Afterwards, the fundamental circuit primitive of microelectronics, the inverter, will be introduced. Core concepts such as what dictates the speed and the energy dissipation in computation will developed based on the inverter. We will then discuss why the relentless miniaturization/scaling of transistors over the past five decades has been central to the information revolution–we will show how the scaling of the transistors made circuits more efficient in terms of both speed and energy/power dissipation based on simple analysis of the inverter. This discussion will constitute ∼20% of the course. The rest of the course will primarily devoted to two more topics, interconnects and memory technologies. We will discuss how scaling affects the interconnects (i.e., the wires that carry signal to different parts of the chip and to the outside world). In discussing memory, we will give an introduction to four dominant memory technologies, namely SRAM (static random access memmory), DRAM (dynamic random access memory), floating gate memory transistors (FLASH technology) and magnetic memory (hard disk drives). Time permitting, we may also discuss reliability aspects, thermal aspects, and emerging technologies (such as quantum computing, spintronic devices and low dimensional materials).

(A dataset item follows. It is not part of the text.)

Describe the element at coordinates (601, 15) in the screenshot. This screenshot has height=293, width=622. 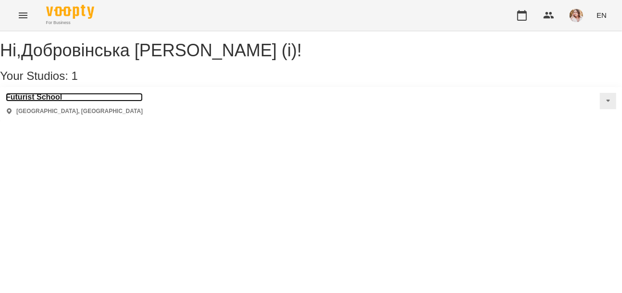
I see `button: EN` at that location.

The physics of computing as we will discuss in this course imposes limitations on what real computers can and can’t do–for example, how fast they can operate, how energy efficient they can be, how reliable they are. As we discuss the three main modules, we will introduce three such limitations, popularly referred to as the power wall, the thermal wall and the memory wall.
Furthermore, as logic and memory devices have approached 10 nm scale, physical scaling/miniaturization has slowed down and will eventually stop putting an end to the classical Moore’s law era. How that affects the overall paradigm of computing will also be discussed in this course.